Exploring a Promising Therapeutic Approach for Ischemic Stroke

UH Pharmacy Professor Examines Drug Delivery for Brain Disease

Brain GettyImages
The blood brain barrier protects the brain, but also blocks necessary medicine from entering to repair it after an injury like a stroke. Photo courtesy: GettyImages
Associate professor of pharmaceutics at the University of Houston, Jiukuan Hao,
Associate professor of pharmaceutics, Jiukuan Hao, is targeting endothelial cells that make up the blood-brain barrier to repair them and carry much-needed medicine to neurons that are injured or dying after an ischemic stroke.

Though it’s a very small and delicate membrane, the blood-brain barrier (BBB) is one of the most vital parts of the human body, protecting the brain from foreign bodies entering and harming it. But that same barrier that protects the brain also blocks necessary medicine from entering to repair it after an injury like a stroke. In a new approach, associate professor of pharmaceutics at the University of Houston, Jiukuan Hao, is targeting endothelial cells that make up the blood-brain barrier to repair them and carry much-needed medicine to neurons that are injured or dying after an ischemic stroke.

The blood-brain barrier is formed by vascular endothelial cells and controls movement of molecules and cells across it. Failure of the barrier under cerebral ischemia is usually caused by endothelial degeneration or death, causing damage to neurons.

“Protecting the brain’s endothelial cells and promoting repair of the blood-brain barrier may represent a promising therapeutic approach for ischemic stroke,” said Hao, who is working on the project under a $1.5 million grant from the National Institute of Health.

Each year in the United States, approximately 795,000 people suffer a stroke, 87% of which are ischemic attacks, caused by a blood clot or a blocked artery leading to the brain. People who have ischemic strokes are more likely to recover than those who experience a hemorrhagic stroke, or brain bleed.  

The breakdown of the blood-brain barrier, following the ischemic stroke, allows foreign bodies to flow causing inflammation and other damage. Hao wants to get in there too, with therapeutics. He’s examining proteins in the Hippo signaling pathway – YAP/TAZ – that he believes promotes endothelial cell growth.

“The YAP, or YES associated protein, and TAZ, (transcriptional coactivator with PDZ-binding motif) play an important role in regulating brain endothelial cells and BBB functioning and so the YAP/TAZ may be a new therapeutic target for ischemic stroke by promoting the BBB repair,” said Hao. He will investigate the role of YAP/TAZ signaling in vitro and in vivo.

If successful, Hao said, this approach can be applied to all brain diseases which involve dysfunction or injury of the blood-brain barrier.

“The overall impact of the project is highly significant in advancing drug discovery that targets the brain endothelium for brain disease therapy,” he said.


*About this task:* Where a record contains an image, leave the image out and print the rest exactly.

Start of Record extracts

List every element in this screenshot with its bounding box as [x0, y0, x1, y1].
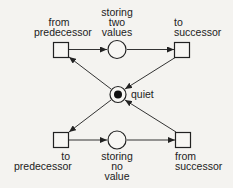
- label-storing-two-values: storing two values: [97, 7, 137, 37]
- label-to-predecessor: to predecessor: [14, 151, 70, 171]
- arc-tosucc-to-quiet: [125, 57, 176, 89]
- place-storing-two-values: [108, 41, 126, 59]
- transition-to-predecessor: [54, 133, 69, 148]
- label-from-successor: from successor: [175, 151, 222, 171]
- label-storing-no-value: storing no value: [97, 151, 137, 181]
- label-from-predecessor: from predecessor: [34, 17, 84, 37]
- transition-to-successor: [175, 43, 190, 58]
- place-storing-no-value: [108, 131, 126, 149]
- transition-from-predecessor: [54, 43, 69, 58]
- label-quiet: quiet: [131, 89, 154, 99]
- label-to-successor: to successor: [174, 17, 221, 37]
- token-icon: [114, 91, 122, 99]
- transition-from-successor: [176, 133, 191, 148]
- arc-fromsucc-to-quiet: [125, 100, 176, 132]
- arc-quiet-to-topred: [69, 100, 111, 132]
- arc-quiet-to-frompred: [69, 57, 111, 89]
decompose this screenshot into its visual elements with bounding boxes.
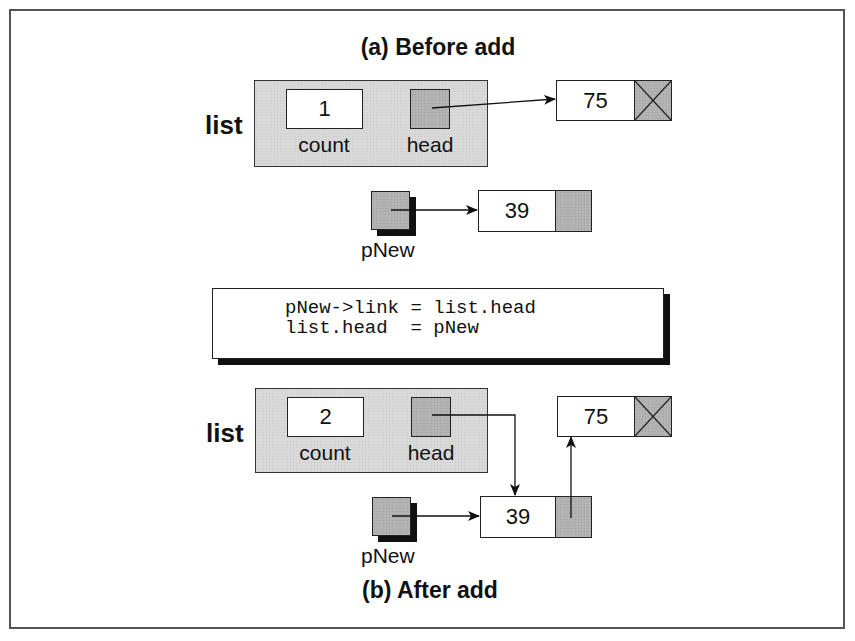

End of Record extracts

*Exercise output:*
List every element in this screenshot with its bounding box as [x0, y0, x1, y1].
- label-storing-two-values: storing two values: [97, 7, 137, 37]
- label-to-predecessor: to predecessor: [14, 151, 70, 171]
- arc-tosucc-to-quiet: [125, 57, 176, 89]
- place-storing-two-values: [108, 41, 126, 59]
- transition-to-predecessor: [54, 133, 69, 148]
- label-from-successor: from successor: [175, 151, 222, 171]
- label-storing-no-value: storing no value: [97, 151, 137, 181]
- label-from-predecessor: from predecessor: [34, 17, 84, 37]
- transition-to-successor: [175, 43, 190, 58]
- place-storing-no-value: [108, 131, 126, 149]
- transition-from-predecessor: [54, 43, 69, 58]
- label-quiet: quiet: [131, 89, 154, 99]
- label-to-successor: to successor: [174, 17, 221, 37]
- token-icon: [114, 91, 122, 99]
- transition-from-successor: [176, 133, 191, 148]
- arc-fromsucc-to-quiet: [125, 100, 176, 132]
- arc-quiet-to-topred: [69, 100, 111, 132]
- arc-quiet-to-frompred: [69, 57, 111, 89]
decompose this screenshot into its visual elements with bounding boxes.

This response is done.